The New Orleans Pelicans are sitting at the bottom of the NBA standings with a 10-36 record - the worst in the league. And in a season where being bad can pay off with a shot at a potential franchise-changer in the draft, that record would typically come with a silver lining: a 14% chance at the No. 1 overall pick and over a 50% shot at landing in the top four.
Only problem? That pick’s not theirs anymore.
Thanks to a draft-day trade last summer, that golden lottery ticket now belongs to the Atlanta Hawks.
Let’s rewind. The Pelicans, eager to move up from No. 23 to No. 13 in the 2025 NBA Draft, sent Atlanta an unprotected 2026 first-round pick to make it happen.
The move netted them Derik Queen, and to be fair, Queen has looked every bit the part of a standout rookie so far. But even with Queen’s early promise, there’s no getting around the fact that this trade now looks like a massive overpay - especially with the Pelicans collapsing in the standings.
That 14% shot at a top pick - potentially Kansas’ Darryn Peterson or BYU’s AJ Dybantsa - is now Atlanta’s to dream about. And if the ping pong balls fall their way, we could be talking about a franchise-altering prospect going to the Hawks, all because New Orleans gambled and lost on timing.
It also raises some uncomfortable questions for other teams that were picking ahead of No. 13 in that draft. The Portland Trail Blazers, for example, held the No. 11 pick. If New Orleans was willing to give up an unprotected future first to move up two spots, why didn’t Portland make that deal instead?
Now, we don’t know whether New Orleans offered that same package to anyone else. Maybe the Hawks were the only team in the mix. But if the Pelicans were that high on Queen - high enough to give up a potentially elite future asset - it’s fair to wonder why they didn’t try to climb even higher to secure him and reduce the risk of losing him to another team.
That hypothetical opens up a whole different conversation. If Portland had made that deal, maybe they’d be the ones sitting on a potential top-four pick in a loaded 2026 draft. Instead, they took Yang Hansen at No. 11 - a player who, at the time, was widely projected as a second-rounder.
Now, it’s early, and Hansen still has time to grow. But the contrast is stark.
On one side, you’ve got a coin-flip chance at a top-four pick in a class that could feature Peterson, Dybantsa, or Duke’s Cameron Boozer. On the other, you’ve got a developmental project who’s struggled out of the gate.
To be clear, this isn’t a knock on Portland’s front office. We don’t know if New Orleans ever offered them that deal.
And in fairness, Portland did turn the No. 11 pick into Hansen and a 2028 first-rounder from Orlando by trading back with Memphis. That’s not nothing - but that Orlando pick is projected to land in the mid-to-late first round, a far cry from the potential top-tier talent Atlanta could walk away with.
As for New Orleans, the optics of the deal get worse by the day. Even with Queen showing real promise, the Pelicans are spiraling, and the pick they gave up is gaining value with every loss. It’s the kind of misstep that can set a franchise back years - not because they missed on the player they drafted, but because the cost of acquiring him may have been far too steep.
And if Atlanta ends up walking away with a cornerstone player in June? That trade could go down as one of the most lopsided deals in recent memory.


YOUR ASSIGNMENT: Word for word and without images, reproduce the listing that follows.

Segment Open

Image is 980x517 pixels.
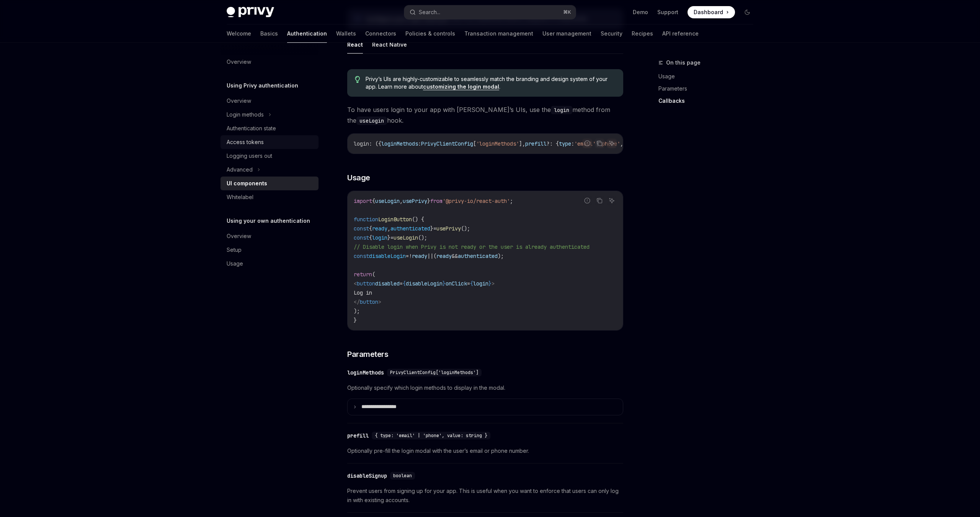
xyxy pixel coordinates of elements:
span: disableLogin [369,253,405,260]
div: disableSignup [347,472,387,480]
span: ); [497,253,503,260]
button: Search...⌘K [404,5,575,19]
span: = [399,280,402,287]
span: } [388,234,391,241]
a: Wallets [336,24,356,43]
span: { [470,280,473,287]
a: Policies & controls [405,24,455,43]
span: usePrivy [437,225,461,232]
span: disableLogin [405,280,442,287]
span: useLogin [393,234,418,241]
span: button [356,280,375,287]
span: ; [510,198,513,205]
span: type [559,140,571,147]
span: && [451,253,458,260]
span: '@privy-io/react-auth' [442,198,510,205]
a: Setup [220,243,318,257]
span: } [489,280,491,287]
span: , [399,198,402,205]
div: Usage [226,260,243,269]
a: Authentication state [220,122,318,135]
a: Usage [220,257,318,271]
button: Ask AI [607,139,617,148]
span: ready [437,253,451,260]
div: Authentication state [226,124,276,133]
span: () { [412,216,424,223]
span: > [491,280,494,287]
span: </ [353,299,360,306]
span: LoginButton [378,216,412,223]
span: loginMethods [381,140,418,147]
span: ⌘ K [563,9,571,16]
span: { [369,225,372,232]
span: : ({ [369,140,381,147]
span: ( [434,253,437,260]
a: Logging users out [220,149,318,163]
button: Copy the contents from the code block [595,139,604,148]
span: To have users login to your app with [PERSON_NAME]’s UIs, use the method from the hook. [347,105,623,126]
span: } [430,225,434,232]
a: Overview [220,94,318,108]
span: prefill [525,140,546,147]
span: disabled [375,280,399,287]
h5: Using Privy authentication [226,81,298,90]
span: ); [353,308,360,315]
span: ( [372,271,375,278]
div: Overview [226,231,251,241]
span: 'email' [574,140,595,147]
span: ready [372,225,388,232]
span: < [353,280,356,287]
button: Toggle dark mode [741,6,754,19]
span: 'loginMethods' [476,140,519,147]
a: Usage [659,70,760,82]
span: Optionally specify which login methods to display in the modal. [347,383,623,392]
span: login [353,140,369,147]
span: [ [473,140,476,147]
span: , [388,225,391,232]
div: Logging users out [226,151,272,161]
span: On this page [666,58,700,67]
button: Report incorrect code [582,139,592,148]
span: = [405,253,409,260]
a: Security [601,24,622,43]
div: Setup [226,246,241,254]
div: Login methods [226,110,264,119]
span: button [360,299,378,306]
span: authenticated [458,253,497,260]
a: UI components [220,177,318,191]
span: const [353,253,369,260]
a: Basics [261,24,278,43]
span: // Disable login when Privy is not ready or the user is already authenticated [353,243,589,251]
a: Parameters [659,82,760,95]
a: Access tokens [220,135,318,149]
button: Copy the contents from the code block [595,196,604,205]
span: || [427,253,434,260]
div: Overview [226,57,251,67]
span: = [434,225,437,232]
span: > [378,299,381,306]
span: function [353,216,378,223]
button: React [347,36,363,53]
div: Advanced [226,165,252,174]
span: { [402,280,405,287]
a: Authentication [287,24,327,43]
div: loginMethods [347,369,384,377]
span: PrivyClientConfig [421,140,473,147]
span: login [372,234,388,241]
a: Transaction management [464,24,533,43]
span: { [372,198,375,205]
span: from [430,198,442,205]
a: customizing the login modal [423,83,499,90]
a: Callbacks [659,95,760,107]
span: ready [412,253,427,260]
button: Ask AI [607,196,617,205]
a: Recipes [632,24,653,43]
span: Usage [347,172,370,183]
span: ! [409,253,412,260]
a: User management [542,24,591,43]
span: } [427,198,430,205]
span: import [353,198,372,205]
span: usePrivy [402,198,427,205]
span: Parameters [347,349,388,360]
span: onClick [445,280,467,287]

Segment Closed

ANSWER TO THIS TASK:
Image is 980x517 pixels.
xyxy pixel coordinates of elements:
span: disableLogin [369,253,405,260]
div: disableSignup [347,472,387,480]
span: ); [497,253,503,260]
button: Search...⌘K [404,5,575,19]
span: = [399,280,402,287]
span: } [388,234,391,241]
a: Wallets [336,24,356,43]
span: { [470,280,473,287]
a: Policies & controls [405,24,455,43]
span: usePrivy [437,225,461,232]
span: disableLogin [405,280,442,287]
span: useLogin [393,234,418,241]
span: button [356,280,375,287]
span: ; [510,198,513,205]
span: type [559,140,571,147]
span: && [451,253,458,260]
span: '@privy-io/react-auth' [442,198,510,205]
a: Setup [220,243,318,257]
span: } [489,280,491,287]
span: , [399,198,402,205]
div: Usage [226,260,243,269]
a: Authentication state [220,122,318,135]
a: Usage [220,257,318,271]
button: Ask AI [607,139,617,148]
span: ready [437,253,451,260]
div: Authentication state [226,124,276,133]
span: () { [412,216,424,223]
span: > [491,280,494,287]
span: </ [353,299,360,306]
span: LoginButton [378,216,412,223]
span: loginMethods [381,140,418,147]
span: ⌘ K [563,9,571,16]
span: { [369,225,372,232]
span: : ({ [369,140,381,147]
span: ( [434,253,437,260]
a: Logging users out [220,149,318,163]
button: Copy the contents from the code block [595,139,604,148]
span: To have users login to your app with [PERSON_NAME]’s UIs, use the method from the hook. [347,105,623,126]
span: } [430,225,434,232]
a: Overview [220,94,318,108]
span: prefill [525,140,546,147]
span: disabled [375,280,399,287]
h5: Using Privy authentication [226,81,298,90]
span: ); [353,308,360,315]
span: ( [372,271,375,278]
div: Overview [226,231,251,241]
span: 'email' [574,140,595,147]
span: ready [372,225,388,232]
span: < [353,280,356,287]
button: Toggle dark mode [741,6,754,19]
span: 'loginMethods' [476,140,519,147]
a: Usage [659,70,760,82]
span: Optionally specify which login methods to display in the modal. [347,383,623,392]
span: login [353,140,369,147]
span: [ [473,140,476,147]
span: , [388,225,391,232]
div: Logging users out [226,151,272,161]
span: On this page [666,58,700,67]
button: Report incorrect code [582,139,592,148]
span: = [405,253,409,260]
a: Security [601,24,622,43]
div: Setup [226,246,241,254]
div: Login methods [226,110,264,119]
span: button [360,299,378,306]
span: authenticated [458,253,497,260]
a: UI components [220,177,318,191]
span: const [353,253,369,260]
a: Basics [261,24,278,43]
span: // Disable login when Privy is not ready or the user is already authenticated [353,243,589,251]
a: Parameters [659,82,760,95]
a: Access tokens [220,135,318,149]
button: Copy the contents from the code block [595,196,604,205]
span: || [427,253,434,260]
div: Overview [226,57,251,67]
span: = [434,225,437,232]
span: > [378,299,381,306]
span: function [353,216,378,223]
button: React [347,36,363,53]
div: Advanced [226,165,252,174]
span: { [402,280,405,287]
a: Authentication [287,24,327,43]
div: loginMethods [347,369,384,377]
span: PrivyClientConfig [421,140,473,147]
span: login [372,234,388,241]
a: Transaction management [464,24,533,43]
span: { [372,198,375,205]
span: from [430,198,442,205]
a: customizing the login modal [423,83,499,90]
a: Callbacks [659,95,760,107]
span: ready [412,253,427,260]
button: Ask AI [607,196,617,205]
a: Recipes [632,24,653,43]
span: Usage [347,172,370,183]
span: ! [409,253,412,260]
a: User management [542,24,591,43]
span: } [427,198,430,205]
span: import [353,198,372,205]
span: usePrivy [402,198,427,205]
span: Parameters [347,349,388,360]
span: onClick [445,280,467,287]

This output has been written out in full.